[Start of section]

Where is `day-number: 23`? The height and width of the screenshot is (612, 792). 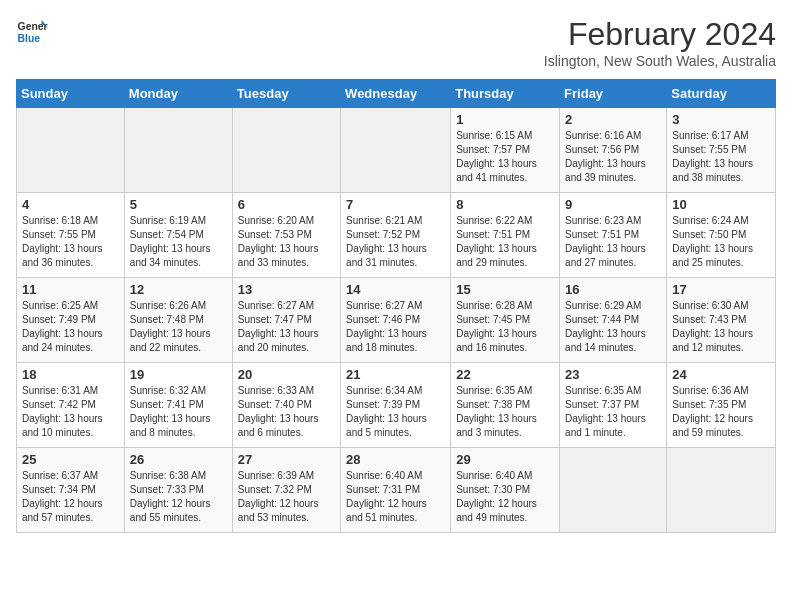
day-number: 23 is located at coordinates (613, 374).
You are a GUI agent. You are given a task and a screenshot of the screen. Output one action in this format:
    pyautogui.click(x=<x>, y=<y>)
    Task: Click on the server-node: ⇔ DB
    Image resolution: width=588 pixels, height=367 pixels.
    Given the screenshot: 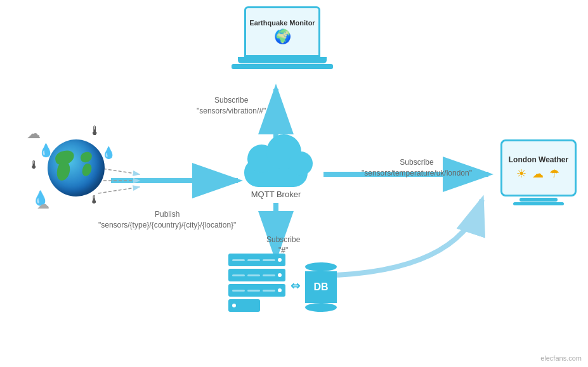 What is the action you would take?
    pyautogui.click(x=283, y=283)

[End of section]

Exercise: Give again, word for word, every line from the top of the data above to the line holding "Task: Click on the server-node: ⇔ DB", inclusive, with the pictures left out.

Response below:
Where is `day-number: 23`? The height and width of the screenshot is (612, 792). 
day-number: 23 is located at coordinates (613, 374).
You are a GUI agent. You are given a task and a screenshot of the screen. Output one action in this format:
    pyautogui.click(x=<x>, y=<y>)
    Task: Click on the server-node: ⇔ DB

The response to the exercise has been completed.